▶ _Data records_
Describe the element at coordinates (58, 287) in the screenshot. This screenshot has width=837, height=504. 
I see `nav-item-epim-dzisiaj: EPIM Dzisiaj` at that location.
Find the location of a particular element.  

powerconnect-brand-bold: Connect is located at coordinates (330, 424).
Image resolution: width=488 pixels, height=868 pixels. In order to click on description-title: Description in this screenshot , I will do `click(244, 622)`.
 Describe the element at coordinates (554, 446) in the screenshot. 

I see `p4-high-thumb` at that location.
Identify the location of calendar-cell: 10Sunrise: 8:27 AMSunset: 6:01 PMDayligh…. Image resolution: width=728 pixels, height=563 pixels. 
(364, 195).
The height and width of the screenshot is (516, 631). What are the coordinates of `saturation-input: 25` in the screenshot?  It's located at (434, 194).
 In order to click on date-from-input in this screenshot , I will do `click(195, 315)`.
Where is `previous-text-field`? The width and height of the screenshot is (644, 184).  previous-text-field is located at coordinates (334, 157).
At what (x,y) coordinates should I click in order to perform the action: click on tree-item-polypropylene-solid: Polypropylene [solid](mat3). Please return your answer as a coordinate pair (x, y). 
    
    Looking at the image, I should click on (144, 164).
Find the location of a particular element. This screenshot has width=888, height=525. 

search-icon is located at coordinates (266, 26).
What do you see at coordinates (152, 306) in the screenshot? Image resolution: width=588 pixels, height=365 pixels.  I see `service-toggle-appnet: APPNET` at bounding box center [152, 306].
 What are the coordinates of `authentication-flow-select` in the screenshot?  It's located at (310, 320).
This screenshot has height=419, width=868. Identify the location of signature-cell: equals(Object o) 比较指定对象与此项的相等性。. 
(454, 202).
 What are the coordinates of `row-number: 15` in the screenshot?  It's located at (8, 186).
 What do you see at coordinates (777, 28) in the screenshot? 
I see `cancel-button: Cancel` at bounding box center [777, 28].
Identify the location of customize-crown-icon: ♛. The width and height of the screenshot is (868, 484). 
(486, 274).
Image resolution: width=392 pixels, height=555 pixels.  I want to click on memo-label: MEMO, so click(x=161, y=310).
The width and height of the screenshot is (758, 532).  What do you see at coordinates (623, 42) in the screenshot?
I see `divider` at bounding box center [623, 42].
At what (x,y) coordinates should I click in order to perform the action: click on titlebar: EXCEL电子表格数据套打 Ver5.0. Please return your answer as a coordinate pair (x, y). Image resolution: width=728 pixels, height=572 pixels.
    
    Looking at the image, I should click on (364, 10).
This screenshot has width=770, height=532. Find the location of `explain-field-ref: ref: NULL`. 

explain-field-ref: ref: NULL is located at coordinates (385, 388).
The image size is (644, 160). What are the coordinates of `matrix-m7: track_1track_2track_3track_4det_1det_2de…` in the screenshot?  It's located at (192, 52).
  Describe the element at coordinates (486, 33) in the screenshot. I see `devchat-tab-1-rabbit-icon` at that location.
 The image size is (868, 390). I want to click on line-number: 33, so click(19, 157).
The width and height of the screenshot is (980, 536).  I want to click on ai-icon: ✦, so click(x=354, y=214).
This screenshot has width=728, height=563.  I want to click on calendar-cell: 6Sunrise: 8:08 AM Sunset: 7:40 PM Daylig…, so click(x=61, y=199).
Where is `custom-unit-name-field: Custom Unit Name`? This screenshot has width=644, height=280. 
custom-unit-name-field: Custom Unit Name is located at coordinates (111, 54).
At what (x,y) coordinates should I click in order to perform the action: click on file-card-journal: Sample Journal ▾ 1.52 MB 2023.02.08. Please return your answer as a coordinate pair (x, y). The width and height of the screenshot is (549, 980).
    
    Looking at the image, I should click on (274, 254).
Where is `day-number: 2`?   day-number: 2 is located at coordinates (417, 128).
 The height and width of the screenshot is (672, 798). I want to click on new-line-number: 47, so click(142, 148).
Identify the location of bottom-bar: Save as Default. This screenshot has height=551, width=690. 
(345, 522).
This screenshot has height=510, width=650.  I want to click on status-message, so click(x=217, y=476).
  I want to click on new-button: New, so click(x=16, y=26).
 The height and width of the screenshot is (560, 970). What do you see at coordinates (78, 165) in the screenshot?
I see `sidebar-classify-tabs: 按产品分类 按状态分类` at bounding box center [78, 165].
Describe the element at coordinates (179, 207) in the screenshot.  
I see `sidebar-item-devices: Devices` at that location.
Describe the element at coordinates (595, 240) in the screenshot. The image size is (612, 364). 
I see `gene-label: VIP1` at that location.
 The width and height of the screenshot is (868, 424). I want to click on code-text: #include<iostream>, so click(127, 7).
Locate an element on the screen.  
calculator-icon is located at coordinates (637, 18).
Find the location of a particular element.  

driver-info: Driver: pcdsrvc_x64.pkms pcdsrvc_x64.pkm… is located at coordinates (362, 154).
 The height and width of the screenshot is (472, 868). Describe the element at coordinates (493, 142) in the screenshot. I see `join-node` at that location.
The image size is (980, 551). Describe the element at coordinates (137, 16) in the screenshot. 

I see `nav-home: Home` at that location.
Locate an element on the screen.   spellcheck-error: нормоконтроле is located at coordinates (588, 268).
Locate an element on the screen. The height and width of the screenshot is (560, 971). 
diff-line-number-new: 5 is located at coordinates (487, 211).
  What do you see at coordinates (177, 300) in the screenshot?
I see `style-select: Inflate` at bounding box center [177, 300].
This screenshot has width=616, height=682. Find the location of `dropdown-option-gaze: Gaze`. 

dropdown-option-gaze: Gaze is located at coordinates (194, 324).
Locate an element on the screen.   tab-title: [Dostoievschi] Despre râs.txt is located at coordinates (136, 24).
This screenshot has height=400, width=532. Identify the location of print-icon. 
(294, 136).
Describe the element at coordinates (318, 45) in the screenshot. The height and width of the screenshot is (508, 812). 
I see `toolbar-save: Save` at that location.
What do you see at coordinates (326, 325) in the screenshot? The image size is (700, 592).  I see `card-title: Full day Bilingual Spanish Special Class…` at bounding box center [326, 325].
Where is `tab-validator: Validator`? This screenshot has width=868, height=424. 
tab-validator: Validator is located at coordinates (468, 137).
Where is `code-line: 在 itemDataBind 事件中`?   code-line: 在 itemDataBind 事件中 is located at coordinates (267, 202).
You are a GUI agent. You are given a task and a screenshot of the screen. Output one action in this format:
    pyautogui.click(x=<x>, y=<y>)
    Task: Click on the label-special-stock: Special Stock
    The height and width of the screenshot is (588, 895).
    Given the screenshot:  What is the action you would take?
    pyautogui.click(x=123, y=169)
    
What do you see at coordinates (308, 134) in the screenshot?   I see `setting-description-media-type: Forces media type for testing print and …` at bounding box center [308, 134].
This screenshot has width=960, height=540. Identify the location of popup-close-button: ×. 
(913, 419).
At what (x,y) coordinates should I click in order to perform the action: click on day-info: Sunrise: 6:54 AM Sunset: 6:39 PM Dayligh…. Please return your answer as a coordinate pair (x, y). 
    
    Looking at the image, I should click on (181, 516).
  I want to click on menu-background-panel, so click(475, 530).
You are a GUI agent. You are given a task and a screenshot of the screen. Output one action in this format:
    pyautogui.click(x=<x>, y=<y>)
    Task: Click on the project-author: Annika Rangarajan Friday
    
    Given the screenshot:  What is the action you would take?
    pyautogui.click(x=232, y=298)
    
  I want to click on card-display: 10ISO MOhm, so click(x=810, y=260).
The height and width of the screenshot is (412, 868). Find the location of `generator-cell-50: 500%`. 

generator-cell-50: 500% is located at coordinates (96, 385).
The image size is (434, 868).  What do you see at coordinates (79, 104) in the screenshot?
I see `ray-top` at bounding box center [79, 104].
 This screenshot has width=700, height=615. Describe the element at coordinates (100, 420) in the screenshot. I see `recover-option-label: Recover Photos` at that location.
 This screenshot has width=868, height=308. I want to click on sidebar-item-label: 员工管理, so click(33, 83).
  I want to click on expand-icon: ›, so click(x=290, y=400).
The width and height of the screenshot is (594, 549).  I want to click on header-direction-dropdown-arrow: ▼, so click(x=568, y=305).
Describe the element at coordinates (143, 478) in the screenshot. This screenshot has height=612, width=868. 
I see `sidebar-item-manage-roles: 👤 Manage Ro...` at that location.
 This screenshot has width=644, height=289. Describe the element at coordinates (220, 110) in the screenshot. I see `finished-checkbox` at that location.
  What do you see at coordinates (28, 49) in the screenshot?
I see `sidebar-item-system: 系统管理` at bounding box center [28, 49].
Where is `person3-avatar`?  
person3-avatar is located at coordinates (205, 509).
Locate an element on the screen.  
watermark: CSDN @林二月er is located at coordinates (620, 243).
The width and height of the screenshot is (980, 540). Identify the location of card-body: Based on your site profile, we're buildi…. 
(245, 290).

▶ _What the task asks_
Go through the entries and copy every line with "input".

▶ _Result of the exercise_
The height and width of the screenshot is (516, 631). What are the coordinates of `saturation-input: 25` in the screenshot?  It's located at (434, 194).
 In order to click on date-from-input in this screenshot , I will do `click(195, 315)`.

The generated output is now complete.